To save themselves, they are charged with an impossible task in war-torn Leningrad: find a dozen eggs to be used in a wedding cake. Whether the commander who offers them this loophole believes it possible that such eggs can be found, delivered and baked into his daughter’s cake is doubtful. Still, with the five days and 400 rubles given them, Lev and Kolya set off to accomplish the task, roaming through Leningrad and then, after a disappointing encounter with Darling, the Leningrad chicken, trying their luck in the surrounding countryside. Kolya is a tall, blonde and charming Cossack; immediately Lev feels diminished in his presence. Kolya’s opinions, particularly on literature and music–which Russian poets, novelists and composers are worth considering and which have become instruments of the Party–are at odds with Lev’s, and they spar much of time. Still, Lev comes to admire Kolya for the “pure and complete confidence of a man who has accepted his own heroic destiny.” Doubting himself, Lev grudgingly admires Kolya’s brazen (if miscalculated) bravery. Later in the novel, after witnessing much savage brutality and surviving many instances of almost certain death, Lev ponders the nature of fear and the rewards offered to those who cling to life:

“How could you fear anything more than death? Everything else offered moments of escape: a paralyzed man could still read Dickens; a man in the grips of dementia might have flashes of the most absurd beauty.”

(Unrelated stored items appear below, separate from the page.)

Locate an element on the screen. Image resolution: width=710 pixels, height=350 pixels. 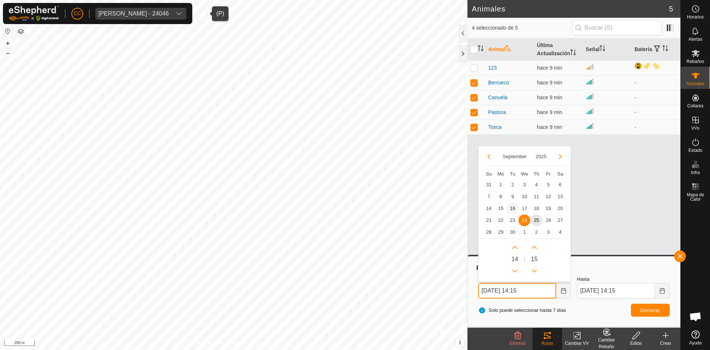
td: 9 is located at coordinates (513, 196).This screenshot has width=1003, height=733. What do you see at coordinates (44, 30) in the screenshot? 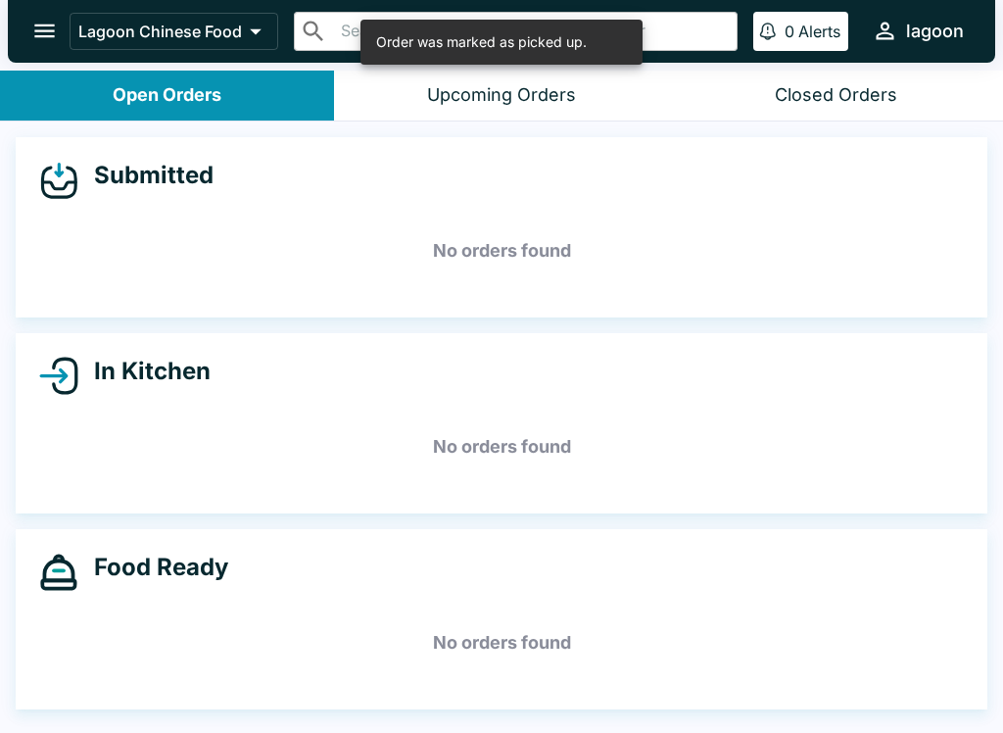
I see `button: open drawer` at bounding box center [44, 30].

The truth behind Kolya’s uniform and self-assurance is that, like Lev, he is an adolescent. Living through war ages and changes people; the Soviet government’s reign of terror erodes trust between neighbors and friends and makes thieves of inherently honest citizens. Still, these boys remain, essentially, innocent, and their very innocence gains them the narrowest of escapes. These anti-heroes do everything wrong, yet somehow they land on their feet, dazed and dirtier but still alive. Their credulous acceptance of their mission is absurd, but they are living through a dream. In one scene, for example, they escape a giant flesh-eating Russian and his wife down a flight of stairs that will spark images of Jack the giant killer racing down the beanstalk followed by his hulking nemesis.

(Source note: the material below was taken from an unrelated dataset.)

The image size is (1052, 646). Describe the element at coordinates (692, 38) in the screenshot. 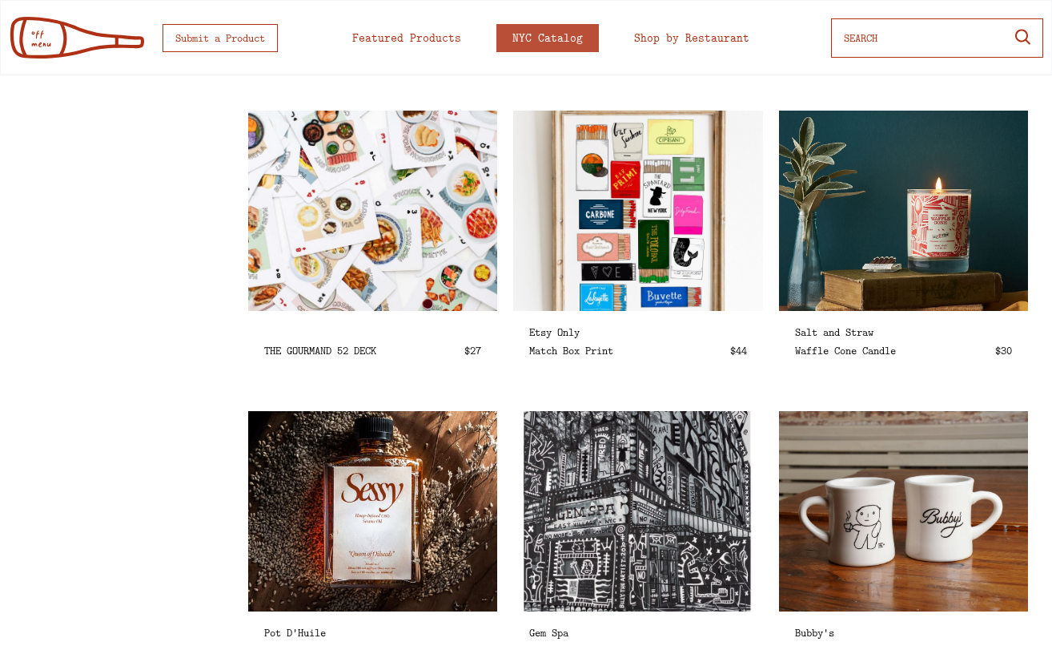

I see `div: Shop by Restaurant` at that location.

Benioff’s debut novel, The 25th Hour (2001), a crime thriller set in New York, was adapted for film by Spike Lee. Released in 2002, the movie drew attention to the author for his engaging characters who, like Lev and Kolya, rack up bitter mistakes but tip the scales in their favor by being so lovably flawed. City of Thieves proves yet again that Benioff is a talented novelist with a screenwriter’s perception of dramatic possibility. A classic good versus truly evil face-off; vivid characterization through rapid-fire dialogue; irresistible tension propelling the action forward at breakneck speed; and a budding romance between Lev and an expert female sniper traveling with a band of partisans–all of the elements of popular film are here. With luck, readers will be able to reconnect with Lev and Kolya on the big screen as they race against time to save their lives, help free their country from the Nazis and, as Kolya hopes, dance at the wedding and eat some cake.

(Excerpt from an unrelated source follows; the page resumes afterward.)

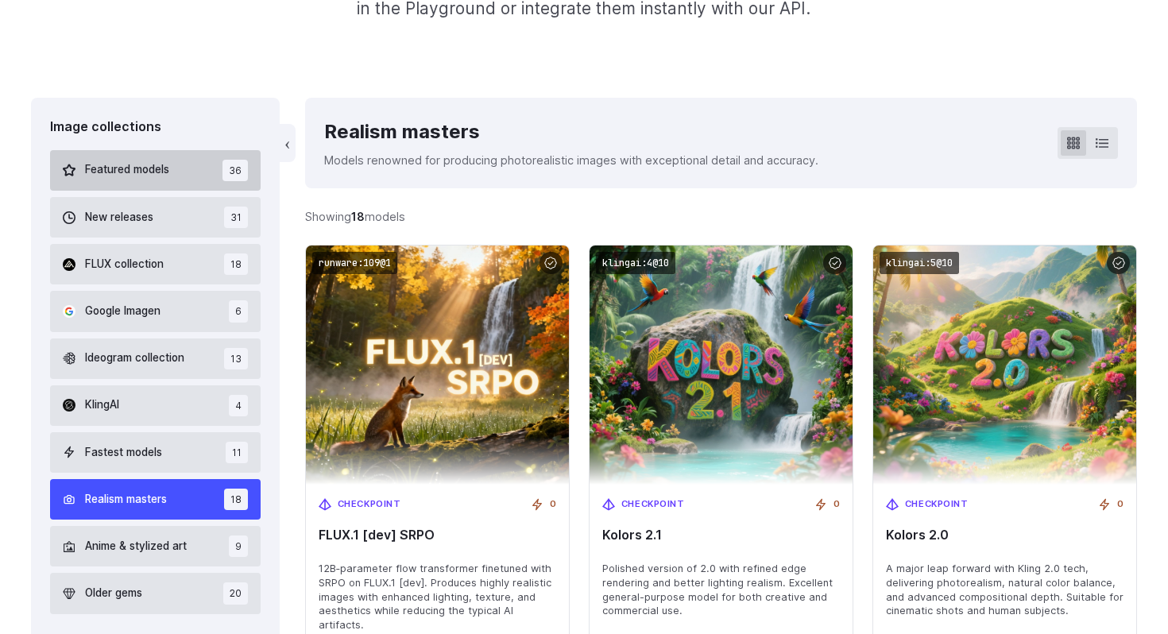 This screenshot has height=634, width=1168. Describe the element at coordinates (721, 590) in the screenshot. I see `span: Polished version of 2.0 with refined edge rendering and better lighting realism. Excellent genera...` at that location.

Our Lady of the Lost and Found by Diane Schoemperlen

Filed under: Bookshelf, mp — cindi @ 10:18 am

ourlady

Reviewed by Cindi Di Marzo

Undeniably quirky, Diane Schoemperlen’s Our Lady of the Lost and Found (Viking, 2001; Penguin paperback, 2002) features a writer whose most recent house guest turns out to be Mary, mother of Jesus and mediator with the divine. Like the capital-letter subjects she tackles in her novel–Fact, Fiction, History, Time, Truth, Faith and Grace, among them–Schoemperlen’s tale is riddled with paradoxes. Encountering a Mary alive (well, not quite) today, the unnamed narrator must reconcile the little she knows of the Virgin’s history (the lowercase “h” type) with the woman who appears on her doorstep wearing a blue trench coat and white running shoes. This Mary fits comfortably into the narrator’s daily routine, which has been cultivated to perfection for an unmarried, middle-aged novelist who prefers a quiet, predictable but nevertheless interesting life. This writer welcomes attention from press and audience, in moderation; enjoys tasty but simple food; works steadily but with ample down time for ideas to gather and for naps; and accepts her solitary state cheerfully enough, her beloved book collection and television binges blotting out the anticipation and regret that, years ago, marred her dating life. Soon, readers will be assured of a reliable, steady and professionally confident narrator who is just as skeptical of Mary’s presence in her home as the most doubting of Thomases.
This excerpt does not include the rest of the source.